15.1.12

SACRED SUNDAY EXTRACTS


This post mostly consists of some good prose passages I've recently read (this might become a weekly thing or something). Sometimes when writing is so good it feels almost religious. More thoughts on non-religious sensations of the spiritual HERE.


1)

'We knew, finally, that the girls were really women in disguise, that they understood love and even death, and that our job was merely to create the noise that seemed to fascinate them.'

- The collective young adolescent narrator of The Virgin Suicides, by Jeffrey Eugenides, on the doomed girls who so entranced them.


2)

'Of course the cunt of it was, Joely was married to Crispin. And the double-cunt of it was, theirs was a marriage of true love, total spiritual bonding and dedicated political union. Fan-fucking-tastic.'

- adolescent, angst-ridden Marcus in Zadie Smith's White Teeth on the terrible jealously he feels about another bloke's bird.


3)

' "Lane!" Franny greeted him pleasurably - and she was not one for emptying her face of expression. She threw her arms around him and kissed him. It was a station-platform kiss - spontaneous enough to begin with, but rather inhibited in the follow-through, and with somewhat of a forehead-bumping aspect.'

- On the difficulties of snogging at a train station. From Franny, a short story by J.D Salinger, one of the two short stories that form Franny and Zooey, about the two youngest siblings of the wealthy Manhattan Glass Family.


4)

'To get straight to the worst, what I'm about to offer isn't really a short story at all but a sort of prose home movie, and those who have seen the footage have strongly advised me against nurturing any elaborate distribution plans for it.'

- From Zooey. This 'prose home movie' is widely regarded as his masterpiece (obs we know what the other option is...). I think J.D. is the fucking shit. He's such a bodacious writer.

[for accurate and entertaining definition of bo-da-cious (b-dshs) or bar·da·cious (bär-) adj. adv. please see video interview below under heading 'and HAPPY CHRISTMAS']


5)

'He says, "I don't know if I can face this. You know. The party and the ceremony, and then the hour after that, and the hour after that."
"You don't have to go to the party. You don't have to go to the ceremony. You don't have to do anything at all."
"But there are still the hours, aren't there? One and then another, and you get through that one and then, my god, there's another. I'm so sick." '

- Richard, the writer dying of AIDs in Michael Cunningham's The Hours, discussing with life-long friend and part time lover Clarissa why he cannot go on, moments before leaping from his apartment window.


A kind of depressing one to end on - but this book is the most incredible exposition of beauty in or through pain. It really is wonderful. I've been re-reading passages of it this morning instead of writing a couple of articles I've been putting off. I'm bad-ass like that. To-tall-y bo-da-cious.


I've also been re-watching this and realising how it's the best movie ever.



2 comments:

megan thayer said...

Your extracts are bodacious. I still need to go back and watch the Jane Fonda clip. I don't have flash@work. BOGUS!

HENRY FRY said...

That is totally bogus! J.D. Salinger is so bodacious I don't know what to do about it.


PROBLEM REQUIREMENTS: Check each line below for the word "Users", then please report how many lines have it and nothing more.

--- AVAILABLE RECORDS Enclosed Below ---

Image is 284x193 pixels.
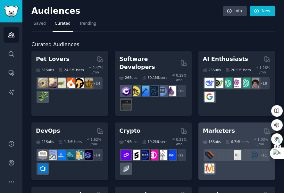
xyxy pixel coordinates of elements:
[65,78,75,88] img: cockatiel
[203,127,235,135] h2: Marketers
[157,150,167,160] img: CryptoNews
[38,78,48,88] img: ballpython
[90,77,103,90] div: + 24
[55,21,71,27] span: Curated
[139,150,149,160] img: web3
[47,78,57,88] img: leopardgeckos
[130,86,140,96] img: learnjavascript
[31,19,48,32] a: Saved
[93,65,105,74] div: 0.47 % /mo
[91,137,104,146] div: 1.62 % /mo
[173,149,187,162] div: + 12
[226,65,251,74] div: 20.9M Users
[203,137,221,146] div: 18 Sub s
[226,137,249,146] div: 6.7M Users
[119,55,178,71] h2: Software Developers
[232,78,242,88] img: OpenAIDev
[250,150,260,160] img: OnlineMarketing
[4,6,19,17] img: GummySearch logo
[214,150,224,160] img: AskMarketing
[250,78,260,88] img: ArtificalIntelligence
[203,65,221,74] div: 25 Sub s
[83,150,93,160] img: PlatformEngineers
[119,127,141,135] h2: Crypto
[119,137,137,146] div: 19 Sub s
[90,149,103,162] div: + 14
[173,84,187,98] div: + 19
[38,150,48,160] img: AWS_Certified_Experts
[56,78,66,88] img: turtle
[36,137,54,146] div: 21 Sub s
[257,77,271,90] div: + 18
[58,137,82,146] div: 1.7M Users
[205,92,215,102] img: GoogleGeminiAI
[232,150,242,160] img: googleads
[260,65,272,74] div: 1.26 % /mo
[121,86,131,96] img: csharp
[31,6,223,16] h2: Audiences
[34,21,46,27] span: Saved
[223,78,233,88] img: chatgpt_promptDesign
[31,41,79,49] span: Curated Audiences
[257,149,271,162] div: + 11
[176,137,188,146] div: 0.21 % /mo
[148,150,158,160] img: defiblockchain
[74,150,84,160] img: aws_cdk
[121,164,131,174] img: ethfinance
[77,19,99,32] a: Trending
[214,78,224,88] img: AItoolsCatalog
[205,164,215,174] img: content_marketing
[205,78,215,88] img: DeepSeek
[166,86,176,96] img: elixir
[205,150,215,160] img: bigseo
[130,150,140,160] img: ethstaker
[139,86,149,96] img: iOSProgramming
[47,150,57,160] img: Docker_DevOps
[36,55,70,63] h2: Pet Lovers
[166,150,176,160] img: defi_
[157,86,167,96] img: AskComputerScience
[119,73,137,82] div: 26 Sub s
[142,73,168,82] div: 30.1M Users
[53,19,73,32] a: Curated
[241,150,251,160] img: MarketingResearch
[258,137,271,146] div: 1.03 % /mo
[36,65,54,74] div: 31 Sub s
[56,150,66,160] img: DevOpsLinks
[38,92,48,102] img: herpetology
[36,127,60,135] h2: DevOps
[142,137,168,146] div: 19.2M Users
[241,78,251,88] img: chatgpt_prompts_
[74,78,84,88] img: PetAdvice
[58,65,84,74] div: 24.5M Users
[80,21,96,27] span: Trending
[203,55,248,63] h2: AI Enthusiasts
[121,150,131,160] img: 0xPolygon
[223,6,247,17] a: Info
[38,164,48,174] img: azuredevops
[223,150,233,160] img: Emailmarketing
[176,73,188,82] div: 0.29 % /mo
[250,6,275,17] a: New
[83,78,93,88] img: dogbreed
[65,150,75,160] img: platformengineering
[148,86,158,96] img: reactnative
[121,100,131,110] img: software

--- End of Enclosed AVAILABLE RECORDS ---
--- AVAILABLE RECORDS Enclosed Below ---

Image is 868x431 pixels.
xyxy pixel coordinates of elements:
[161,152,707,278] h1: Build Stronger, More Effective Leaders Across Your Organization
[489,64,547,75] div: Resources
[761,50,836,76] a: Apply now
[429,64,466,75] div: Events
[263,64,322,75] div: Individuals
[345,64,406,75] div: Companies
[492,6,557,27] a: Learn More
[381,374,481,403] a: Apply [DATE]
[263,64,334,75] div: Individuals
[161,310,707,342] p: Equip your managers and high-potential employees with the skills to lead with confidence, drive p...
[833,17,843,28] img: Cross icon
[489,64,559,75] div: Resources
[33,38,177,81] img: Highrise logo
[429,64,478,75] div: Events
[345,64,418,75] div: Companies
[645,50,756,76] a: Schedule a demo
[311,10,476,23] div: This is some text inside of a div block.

--- End of Enclosed AVAILABLE RECORDS ---

SOLUTION TO THE EXERCISE: 6